Why Obama changed mind on executive order for LGBT now?
On Monday, President Barack Obama let it be known that he planned to sign an executive order to prohibit federal contractors from discriminating on the basis of sexual orientation and gender identity. The President has resisted taking such action for many years, despite increasingly heavy pressure, and so the announcement raised two questions of timing: Why now? And, since the President remained vague about when the signing would actually take place, why not yet?
In the past, Obama has explained his hesitation about an executive order by saying that it would be better if Congress passed the Employment Non-Discrimination Act, or ENDA, which contains similar (but more broadly applicable) protections. At one point, in defending the President’s reluctance, his spokesman even called the executive order “redundant.” But ENDA, which the Senate passed last year, is stalled and trapped in the Republican-controlled House; it’s not a realistic alternative, at least for the near future.

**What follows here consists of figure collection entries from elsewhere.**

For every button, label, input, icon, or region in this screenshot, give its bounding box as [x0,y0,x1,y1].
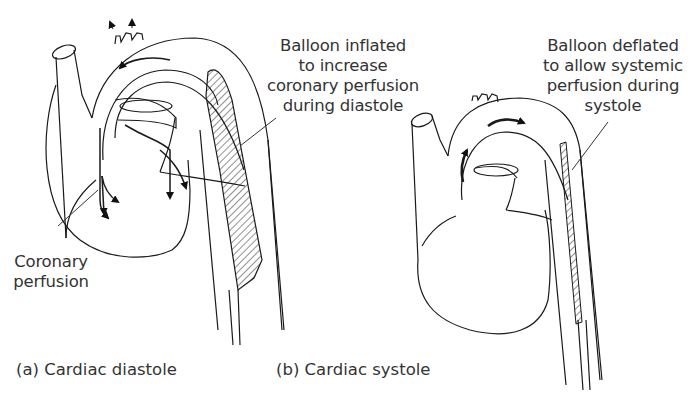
coronary-perfusion-label: Coronary perfusion [6,252,96,292]
label-line: perfusion during [528,76,698,96]
label-line: to increase [256,56,430,76]
label-line: Balloon deflated [528,36,698,56]
balloon-b-leader [572,122,608,170]
heart-diastole [46,20,284,345]
deflated-balloon [560,142,582,324]
label-line: coronary perfusion [256,76,430,96]
label-line: during diastole [256,96,430,116]
balloon-inflated-label: Balloon inflated to increase coronary pe… [256,36,430,116]
balloon-a-leader [240,118,276,146]
caption-b: (b) Cardiac systole [276,360,430,379]
label-line: to allow systemic [528,56,698,76]
caption-a: (a) Cardiac diastole [16,360,177,379]
label-line: perfusion [6,272,96,292]
inflated-balloon [206,70,262,290]
label-line: Balloon inflated [256,36,430,56]
balloon-deflated-label: Balloon deflated to allow systemic perfu… [528,36,698,116]
label-line: systole [528,96,698,116]
label-line: Coronary [6,252,96,272]
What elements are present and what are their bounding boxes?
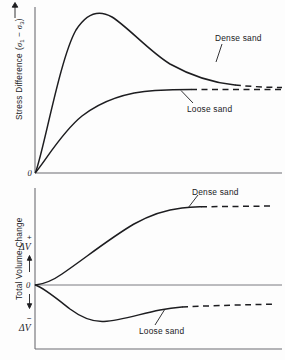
upper-y-axis-minus: − [15, 29, 24, 39]
figure-canvas: 0 Dense sand Loose sand Stress Differenc… [0, 0, 285, 360]
lower-y-axis-title-text: Total Volume Change [15, 217, 24, 300]
upper-y-axis-title-text: Stress Difference [15, 53, 24, 120]
figure-root: 0 Dense sand Loose sand Stress Differenc… [0, 0, 285, 360]
upper-dense-sand-label: Dense sand [215, 33, 262, 43]
lower-dense-sand-label: Dense sand [192, 187, 239, 197]
upper-loose-sand-leader [181, 91, 193, 104]
upper-loose-sand-curve [36, 90, 192, 173]
lower-loose-sand-label: Loose sand [139, 326, 184, 336]
upper-origin-label: 0 [28, 168, 33, 178]
lower-dense-sand-curve [36, 207, 202, 285]
lower-panel: Dense sand Loose sand + ΔV 0 − ΔV [15, 187, 282, 349]
upper-y-axis-paren-close: ) [15, 18, 24, 21]
upper-dense-sand-leader [216, 44, 222, 62]
lower-up-arrow-icon [27, 256, 31, 273]
upper-dense-sand-curve-dashed [235, 85, 282, 88]
lower-down-arrow-icon [27, 294, 31, 309]
lower-loose-sand-curve [36, 285, 183, 322]
upper-y-axis-arrow-icon [12, 3, 18, 19]
lower-y-axis-title: Total Volume Change [15, 217, 24, 300]
lower-origin-label: 0 [26, 280, 31, 290]
lower-delta-v-negative: ΔV [18, 322, 32, 333]
lower-dense-sand-curve-dashed [201, 206, 272, 207]
svg-text:Stress Difference(σ1 − σ3): Stress Difference(σ1 − σ3) [15, 18, 25, 120]
lower-loose-sand-curve-dashed [182, 304, 272, 307]
upper-y-axis-title: Stress Difference(σ1 − σ3) [15, 18, 25, 120]
upper-loose-sand-label: Loose sand [187, 104, 232, 114]
upper-panel: 0 Dense sand Loose sand Stress Differenc… [12, 3, 282, 179]
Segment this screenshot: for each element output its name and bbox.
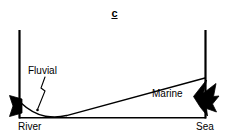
fluvial-leader-line (38, 77, 46, 110)
label-sea: Sea (196, 122, 214, 132)
river-input-arrow-icon (10, 96, 23, 117)
label-river: River (18, 122, 41, 132)
fluvial-leader-dot (36, 109, 39, 112)
panel-title: c (0, 8, 229, 19)
label-fluvial: Fluvial (28, 66, 57, 76)
fluvial-surface-curve (21, 103, 67, 117)
stratigraphic-diagram-panel-c: c Fluvial Marine River Sea (0, 0, 229, 138)
marine-surface-line (67, 78, 206, 116)
label-marine: Marine (152, 89, 183, 99)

Obama’s commitment to sign the order comes on the eve of a New York fundraiser Tuesday night for the D.N.C. given by gay supporters of the President, at which he is scheduled to speak. It also comes in June, during gay-pride month, when the White House has often made big gay-rights announcements. The executive order would give federal-contractor workers protections on par with those that prohibit discrimination based on race, gender, and the other more traditional factors. The order would cover twenty-eight million people over all, according to Politico.
Many companies that do business with the government already have such protections in place, as do some states and municipalities. But more than half of the states have no protection for gay workers—meaning that a person can be fired for being gay in most states and have no legal recourse.
Monday’s announcement is also in keeping with the President’s stated intention to move unilaterally on key Administration priorities via executive order in the remaining years of his second term.
The Administration’s prior skittishness around this issue reflected a sensitivity to criticism about “over-regulating” business, and a fear of potential political backlash to the inclusion of gender identity—which would afford protections to transgender workers, not just gay and lesbian ones—in the executive order. (There is a legal argument that certain protections for transgender Americans already exist because of rulings from the Equal Employment Opportunity Commission that interpret gender-based non-discrimination provisions elsewhere in the law broadly, but this argument has not been widely applied or clarified.)
The announcement that the President would sign an executive order at some point in the future reflected an additional concern: the Supreme Court’s ruling in Sebelius v. Hobby Lobby Stores, Inc., which is expected at the end of this month. The question in the Hobby Lobby case is whether secular businesses can claim exemptions from laws by citing the religious beliefs of their owners. Hobby Lobby, a chain of craft stores, brought the suit because it objected to paying for contraceptive coverage for its employees, as mandated by the Affordable Care Act. But one can imagine how a ruling could be applied to areas well beyond health care, including the treatment of gay and lesbian workers. So it is probably only prudent for the Administration to wait for the decision before settling on the wording of an executive order.
President Clinton signed an executive order during his second term that made the federal government the largest employer prohibited from discriminating on the basis of sexual orientation. (At the time, I was working as an adviser to Clinton on gay issues.) That executive order did not explicitly include gender identity, and it did not include federal contractors, as Obama’s order will.
After announcing his support for gay marriage two years ago, in May, 2012, and his support for overturning the Defense of Marriage Act in the landmark Supreme Court case United States v. Windsor, the President and his Administration have continued to move forward on gay-rights issues. Earlier this month, Attorney General Eric Holder spoke to a Washington fund-raising dinner for Lambda Legal, the country’s oldest and largest gay-rights legal organization, and said that his department would work for the “swift implementation” of Windsor, in “both letter and spirit.” He added,
All of these changes will have profoundly positive, real-world implications for many throughout the nation. Every step forward is laudatory, and every marker of progress worth celebrating. But, as you know as well as anyone, this is no time to be complacent. Our pursuit of a more perfect Union must go on. The work of extending opportunity and preserving liberty is both vast and unending. And there remains a great deal to be done.
Protections against employment discrimination have widespread voter support, and this executive order is evidence of that. But, five years ago, when the President first took office, many gay-rights activists, including me, criticized Obama for not moving quickly enough to end Don’t Ask Don’t Tell and to support marriage equality. Now he seems to be on a trajectory to make gay rights one of his Administration’s most lasting accomplishments. Obama may finally have the timing right.
Richard Socarides is an attorney and longtime gay-rights advocate. He served in the White House during the Clinton Administration and has also been a political strategist. He now oversees public affairs at GLG. Opinions expressed here are only his own. Follow him on Twitter @Socarides.
Photograph by Pablo Martinez Monsivais/AP.